Sneezing is one of your body’s biological rejection mechanisms. The throat has the gag reflex, the digestive system has the butt, the eyes have blinking, and the respiratory system has sneezing. All serve the same function: To get rid of whatever the body doesn’t want inside of the body, as quickly as possible.
Your body sneezes out the dirt, dust, or germs that it doesn’t want. Do you want excess dirt, dust, and germs in your body? No, of course you don’t. That’s why you sneeze, and you allow your body to sneeze them out. There isn’t really a good reason to override the body’s natural, biological defense plan, unless you’re in, like, a quiet church during a funeral, a crowded elevator, or somewhere else where you don’t want to make a loud noise or spread germs. That’s very polite, but you could do real damage to yourself: Holding in a sneeze severely messed up a guy in England.
This sounds like an urban legend, but it’s real. The Associated Press picked up and spread a story first published this week in BMJ Case Reports, a medical journal. The sedate, medical article tells the tale of a 34-year-old man from Leicester, England, who went to the emergency room because he’d partially lost his voice, had difficulty swallowing, and, most alarmingly, felt a “popping sensation” in his neck, which was notably swollen. In the patient-doctor Q&A, the man said the problems really started when he forcefully held back a forceful sneeze. He stopped his body from doing what it needed to do by both closing his mouth and pinching his nose shut at the time of the sneeze.
Indeed, an X-ray reveled air pockets in his chest and neck (places where there shouldn’t really be air pockets), and a CT scan found that the pressure from the sneeze went inward instead of outward…and tore right through his throat’s soft, delicate tissue.
“When you sneeze, air comes out of you at about 150 miles per hour,” Dr. Anthony Aymat, director of ear, nose, and throat services at a London hospital, told the AP. “If you retain all that pressure, it could do a lot of damage and you could end up like the Michelin Man with air trapped in your body.”
The non-sneezer was kept in the hospital for a week, so he could be healed with antibiotics and fed with a feeding tube they snaked in through his mouth, bypassing his throat so it could heal.
So what should you do if you have to sneeze? Sneeze! But rather than let those germs fly…sneeze into a tissue or something, for crying out loud.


> **Assignment**: What should come back is the data below, word for word, minus any picture.

----- Data to process -----

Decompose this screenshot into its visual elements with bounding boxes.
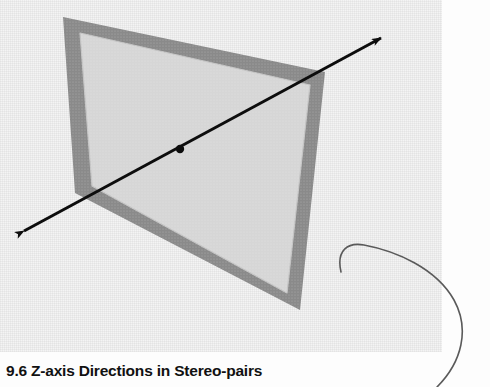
plane-center-point — [176, 145, 184, 153]
figure-illustration — [0, 0, 490, 387]
image-plane-texture — [63, 17, 325, 310]
figure-caption: 9.6 Z-axis Directions in Stereo-pairs — [6, 363, 476, 379]
image-plane-quadrilateral — [63, 17, 325, 310]
figure-page: 9.6 Z-axis Directions in Stereo-pairs — [0, 0, 490, 387]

-----

> **Response to the exercise**:
Decompose this screenshot into its visual elements with bounding boxes.
plane-center-point — [176, 145, 184, 153]
figure-illustration — [0, 0, 490, 387]
image-plane-texture — [63, 17, 325, 310]
figure-caption: 9.6 Z-axis Directions in Stereo-pairs — [6, 363, 476, 379]
image-plane-quadrilateral — [63, 17, 325, 310]
figure-page: 9.6 Z-axis Directions in Stereo-pairs — [0, 0, 490, 387]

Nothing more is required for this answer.